On Monday, Senators Ted Kennedy and Orrin Hatch put forth a proposal to raise the federal cigarette taxA tax is a mandatory payment or charge collected by local, state, and national governments from individuals or businesses to cover the costs of general government services, goods, and activities. by 61 cents in order to finance a continuation and expansion of the SCHIP program. A Summary from CNSNews:
Two senators have proposed increasing the federal tax on tobacco to fund the reauthorization of a program that pays for children’s medical care, a move the tobacco industry says would be unfair and unreliable.
Sen. Ted Kennedy (D-Mass.) and Sen. Orrin Hatch (R-Utah) released a statement in June supporting an increase in the tobacco tax to fund the State Children’s Health Insurance Program (S-CHIP), which is due for reauthorization this year. Kennedy and Hatch were the original sponsors of the program when it was created in 1997.
Now to hear why cigarettes have no social value, courtesy again CNS:
Rick Kellerman, president of the AAFP (American Academy of Family Physicians) said the fairness argument against tobacco taxes “just doesn’t make any logical sense” because smokers engage in a habit “for which there is absolutely no social value.”
“If this was a tax on food or gasoline where people have to travel — you know, to get to their jobs and that sort of thing — I think that is an argument that we clearly need to think of,” Kellerman told Cybercast News Service.
“But on the other hand, tobacco is something for which there’s been absolutely zero social benefit, tremendous amounts of harm, tremendous amounts of suffering of families due to the illnesses of family members, so I disagree with that analysis,” he said.
The obvious question that comes up is what in the world does the term “social value” even mean in this context? Who decided that a paid spokesperson for a lobby that is going to benefit from more health spending is going to be the determinant of what constitutes a “social value?” Is there a social value from your buying an ice cream sundae from the local store? Was there a social value from your drinking that Starbucks Latte this morning or that frosty beer last night? Is there a social value from you reading this blog post? If not, should visits to this webpage be taxed to fund some other healthcare spending program, maybe to have a national campaign to reduce carpal tunnel syndrome?
If Kellerman is referring to the issue of the difference between social value and private value, he’s still way off base. Social value includes each person’s private value. Aren’t people part of society? There is a negative externalityAn externality, in economics terms, is a side effect or consequence of an activity that is not reflected in the cost of that activity, and not primarily borne by those directly involved in said activity. Externalities can be caused by either production or consumption of a good or service and can be positive or negative. from cigarettes, but that doesn’t mean they offer no social value. Nor does it mean that the net social value is not positive.
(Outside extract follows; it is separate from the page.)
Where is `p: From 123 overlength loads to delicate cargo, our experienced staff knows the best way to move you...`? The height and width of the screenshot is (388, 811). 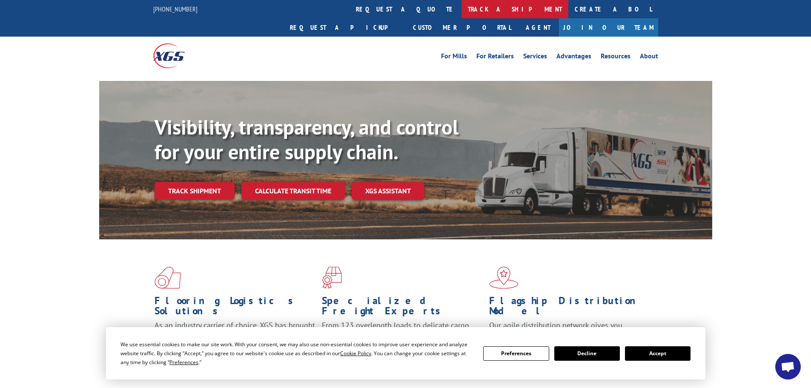 p: From 123 overlength loads to delicate cargo, our experienced staff knows the best way to move you... is located at coordinates (402, 339).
But suppose Kellerman’s view of the world was correct and that cigarettes were so bad that they truly offered no positive net social value – that the negative externality was so great, the net social value was negative. The logical course of action would be to just ban them, right? Oh…that’s right. We can’t do that because members of Kellerman’s organization wouldn’t then benefit from the funding from the extra tax revenue that way.